The sad part of all this is that there is less appreciation of how things develop or evolve. After all, "time is money." So, the quicker something gets done, the better. What seems to be missing in this philosophy is some kind of aesthetic for the journey. Too few of us enjoy the "getting there." We just want to "be there" as soon as possible.
The world is changing at an increasingly rapid rate. That is all well and good, but there is a voice inside my head that wonders if we haven't sacrificed something in our hurry to zoom through life — get a job, get married, have kids, move the kids out, and retire to some beachfront cottage. People seem less satisfied with the "doing" and only seem satisfied with the "done."
Even love is now a hurried thing. Relationships develop at lightning speed, more often than not on the Internet. People "fall in love" sometimes before the two participants even meet. Instead of saying, "You make my heart skip a beat," people should be proclaiming, "You make my heart Skype a beat."
Well, I could go on and on, but you'll be skimming by now. As a writer in today's world, one learns to be succinct. Anything beyond 140 characters, and your readers simply drift away. Yes, I know I'm way over 140 characters, so I suspect I had better stop.

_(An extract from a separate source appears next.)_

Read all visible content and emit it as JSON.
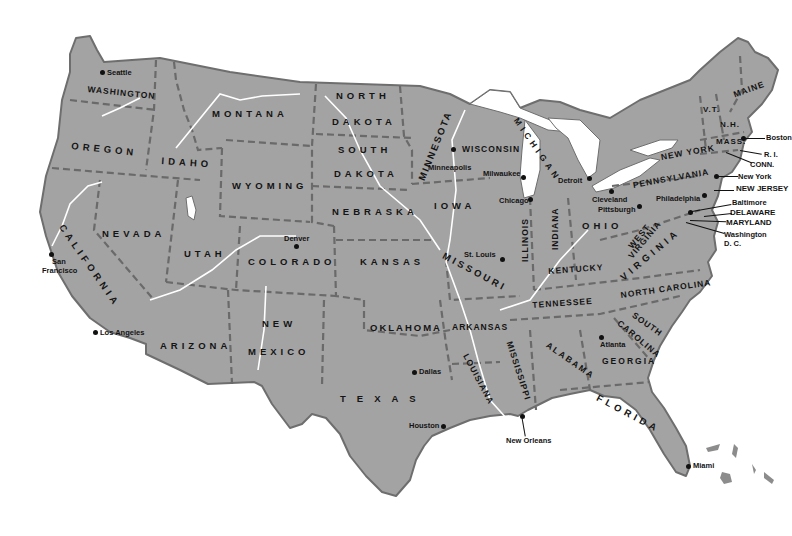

I must admit that I am not good at waiting. When I make an appointment with my doctor or my dentist, I prefer it to be tomorrow, not two weeks in the future. When someone calls and asks me to come over, the best time for me to visit is that afternoon, not three weeks from Saturday. When I call one of those Customer Service folks and someone puts me on "HOLD," I simply hang up.

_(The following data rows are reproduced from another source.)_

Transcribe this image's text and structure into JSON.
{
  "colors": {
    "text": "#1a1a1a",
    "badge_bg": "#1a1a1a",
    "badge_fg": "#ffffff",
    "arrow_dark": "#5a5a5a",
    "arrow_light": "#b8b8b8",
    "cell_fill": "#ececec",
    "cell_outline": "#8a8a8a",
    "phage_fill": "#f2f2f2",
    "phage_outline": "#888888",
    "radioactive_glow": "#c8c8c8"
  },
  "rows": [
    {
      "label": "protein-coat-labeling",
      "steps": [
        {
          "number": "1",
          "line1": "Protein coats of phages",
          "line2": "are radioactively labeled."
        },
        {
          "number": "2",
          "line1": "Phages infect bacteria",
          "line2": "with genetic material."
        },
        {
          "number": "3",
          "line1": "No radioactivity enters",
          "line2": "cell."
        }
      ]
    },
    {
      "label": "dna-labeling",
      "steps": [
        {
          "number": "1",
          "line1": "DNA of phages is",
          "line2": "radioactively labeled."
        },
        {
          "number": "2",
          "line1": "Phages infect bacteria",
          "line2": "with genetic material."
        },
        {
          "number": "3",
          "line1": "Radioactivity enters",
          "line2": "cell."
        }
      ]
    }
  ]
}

Now, some of you will devise that I may be suffering from OCD — Obsessive Compulsive Disorder. I'm not so sure, however, that I am either obsessive or compulsive. I just hate waiting.
Growing up in the 50's and 60's, I must have developed this need for instant gratification. After all, once television hit the airwaves sometime in the mid-50's, peoples' lives moved from the dining room and the family dinner hour to the couch facing the TV. Dinner was served on TV tray tables, and more often than not, the plat d'hôte was a TV dinner. I had a special fondness for the fried chicken plate. Mmmmouth watering. Some of you will remember that subtle undertaste of tin.
Today's generation is much like the one in which I spent my youth. Everything today seems equally instantaneous. Microwave dinners, drive-thrus, fast-food restaurants, smart phones, high speed Internet — all these point toward a generation of millennials who have no tolerance for waiting.
Patience, it seems, is no longer a virtue. Patience has taken a backseat to spontaneity, to the immediate moment. The "test of time" has become a heresy. Someone smashed the cosmic clock, and now the only thing that really matters is ... now.
The sad part of all this is that there is less appreciation of how things develop or evolve. After all, "time is money." So, the quicker something gets done, the better. What seems to be missing in this philosophy is some kind of aesthetic for the journey. Too few of us enjoy the "getting there." We just want to "be there" as soon as possible.
The world is changing at an increasingly rapid rate. That is all well and good, but there is a voice inside my head that wonders if we haven't sacrificed something in our hurry to zoom through life — get a job, get married, have kids, move the kids out, and retire to some beachfront cottage. People seem less satisfied with the "doing" and only seem satisfied with the "done."
Even love is now a hurried thing. Relationships develop at lightning speed, more often than not on the Internet. People "fall in love" sometimes before the two participants even meet. Instead of saying, "You make my heart skip a beat," people should be proclaiming, "You make my heart Skype a beat."
Well, I could go on and on, but you'll be skimming by now. As a writer in today's world, one learns to be succinct. Anything beyond 140 characters, and your readers simply drift away. Yes, I know I'm way over 140 characters, so I suspect I had better stop.